OK, sorry, I carefully checked again. SBCL also doesn't support compiling files with Mac EOLs. Clozure CL, which I confirmed now, indeed support Mac EOLs. For the reason I can't convert the source files to UNIX line endings, there's a Lisp function for parsing (multi-line) literal strings defined in source files with MAC line endings. It seems that, #\Newline was mapped to "\r" in MCL, thus Lisp forms like (position #\Newline string) doesn't work in MCL for other line endings, especially the UNIX endings, because in this case there would be no #\Newline in the string at all! Of course, by carefully adjusting the source code there must be a way to make the code works in both MCL and SBCL/CMUCL with UNIX line endings, but I don't want to do such modifications unless necessary. There's another workaround solution: if I convert all comments to closed forms: #| ... |#, everything is fine again, but this again changed too much in the original code, not what I wanted. But if there's a small patch to let SBCL/CMUCL recognize '\r' as line separators, it would be the best for me (or others who met the same issue, while I highly doubt there would be anyone). Regards, Chun Tian On 6 September 2017 at 13:59, Robert Swindells <rjs@fdy2.co.uk> wrote:
"Chun Tian (binghe)" <binghe.lisp@gmail.com> wrote:
I'm surprised that CMUCL doesn't support lisp files with traditional Mac EOL, that is, lines are separated by a single '\r', there's no `\n` at all.
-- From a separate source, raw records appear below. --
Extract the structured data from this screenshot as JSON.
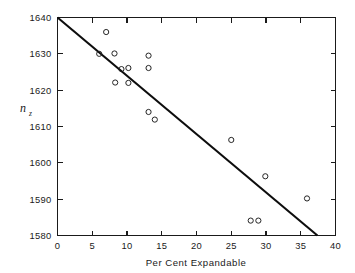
{
  "chart_data": {
    "type": "scatter",
    "title": "",
    "xlabel": "Per Cent Expandable",
    "ylabel": "n",
    "ylabel_subscript": "z",
    "xlim": [
      0,
      40
    ],
    "ylim": [
      1580,
      1640
    ],
    "xticks": [
      0,
      5,
      10,
      15,
      20,
      25,
      30,
      35,
      40
    ],
    "yticks": [
      1580,
      1590,
      1600,
      1610,
      1620,
      1630,
      1640
    ],
    "xtick_labels": [
      "0",
      "5",
      "10",
      "15",
      "20",
      "25",
      "30",
      "35",
      "40"
    ],
    "ytick_labels": [
      "1580",
      "1590",
      "1600",
      "1610",
      "1620",
      "1630",
      "1640"
    ],
    "grid": false,
    "legend": null,
    "points": [
      {
        "x": 7.0,
        "y": 1636.0
      },
      {
        "x": 6.0,
        "y": 1630.0
      },
      {
        "x": 8.2,
        "y": 1630.1
      },
      {
        "x": 9.2,
        "y": 1625.8
      },
      {
        "x": 10.2,
        "y": 1626.1
      },
      {
        "x": 8.3,
        "y": 1622.1
      },
      {
        "x": 10.2,
        "y": 1622.0
      },
      {
        "x": 13.1,
        "y": 1629.5
      },
      {
        "x": 13.1,
        "y": 1626.1
      },
      {
        "x": 13.1,
        "y": 1614.0
      },
      {
        "x": 14.0,
        "y": 1611.9
      },
      {
        "x": 25.0,
        "y": 1606.3
      },
      {
        "x": 29.9,
        "y": 1596.3
      },
      {
        "x": 27.8,
        "y": 1584.1
      },
      {
        "x": 28.9,
        "y": 1584.1
      },
      {
        "x": 35.9,
        "y": 1590.2
      }
    ],
    "fit_line": {
      "label": "regression-line",
      "x_start": 0.0,
      "y_start": 1640.0,
      "x_end": 37.4,
      "y_end": 1580.0,
      "slope": -1.604,
      "intercept": 1640.0,
      "color": "#0d0d0d"
    },
    "marker": {
      "shape": "open-circle",
      "radius_px": 2.6,
      "color": "#1a1a1a"
    },
    "background_color": "#ffffff",
    "axis_color": "#1a1a1a"
  }
}
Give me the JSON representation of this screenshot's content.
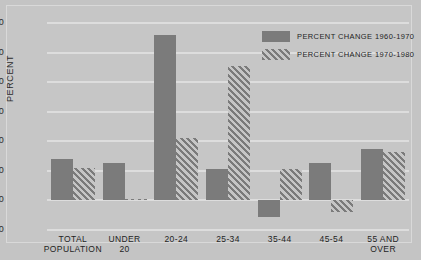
{
  "chart_data": {
    "type": "bar",
    "title": "",
    "xlabel": "",
    "ylabel": "PERCENT",
    "ylim": [
      -10,
      60
    ],
    "yticks": [
      -10,
      0,
      10,
      20,
      30,
      40,
      50,
      60
    ],
    "ytick_labels": [
      "-10",
      "0",
      "10",
      "20",
      "30",
      "40",
      "50",
      "60"
    ],
    "grid": true,
    "legend_position": "top-right",
    "categories": [
      "TOTAL\nPOPULATION",
      "UNDER\n20",
      "20-24",
      "25-34",
      "35-44",
      "45-54",
      "55 AND\nOVER"
    ],
    "series": [
      {
        "name": "PERCENT CHANGE 1960-1970",
        "style": "solid",
        "color": "#7b7b7b",
        "values": [
          14,
          12.5,
          56,
          10.5,
          -5.5,
          12.5,
          17.5
        ]
      },
      {
        "name": "PERCENT CHANGE 1970-1980",
        "style": "hatched",
        "color": "#7b7b7b",
        "values": [
          11,
          0.5,
          21,
          45.5,
          10.5,
          -4,
          16.5
        ]
      }
    ]
  },
  "legend": {
    "items": [
      {
        "label": "PERCENT CHANGE 1960-1970",
        "swatch": "solid-swatch"
      },
      {
        "label": "PERCENT CHANGE 1970-1980",
        "swatch": "hatched-swatch"
      }
    ]
  },
  "colors": {
    "background": "#c6c6c6",
    "bar": "#7b7b7b",
    "gridline": "#dddddd",
    "text": "#1f1f1f"
  }
}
Here is my recent story: I'm porting some old Lisp code originally developed in Macintosh Common Lisp 4.2. All files use Mac EOL. I can't convert them to Unix EOL, because that will break some Lisp functions in MCL. The problem when compiling these files in CMUCL is, if there's a line-based comment starting with semicolon ";", CMUCL compiler will consider all the rest code in the file is at the "same" line, thus they're all commented! It looks like CMUCL has correctly compiled the file (because there's no warning at all), but actually it compiled almost nothing.
SBCL and LispWorks have no such issues, I can imagine Clozure CL must natively support Mac EOL.
Are you sure that SBCL is doing what you want ? The definitions of read-comment look very similar in CMUCL and SBCL.
I also don't understand why you can't convert the source files to UNIX line endings.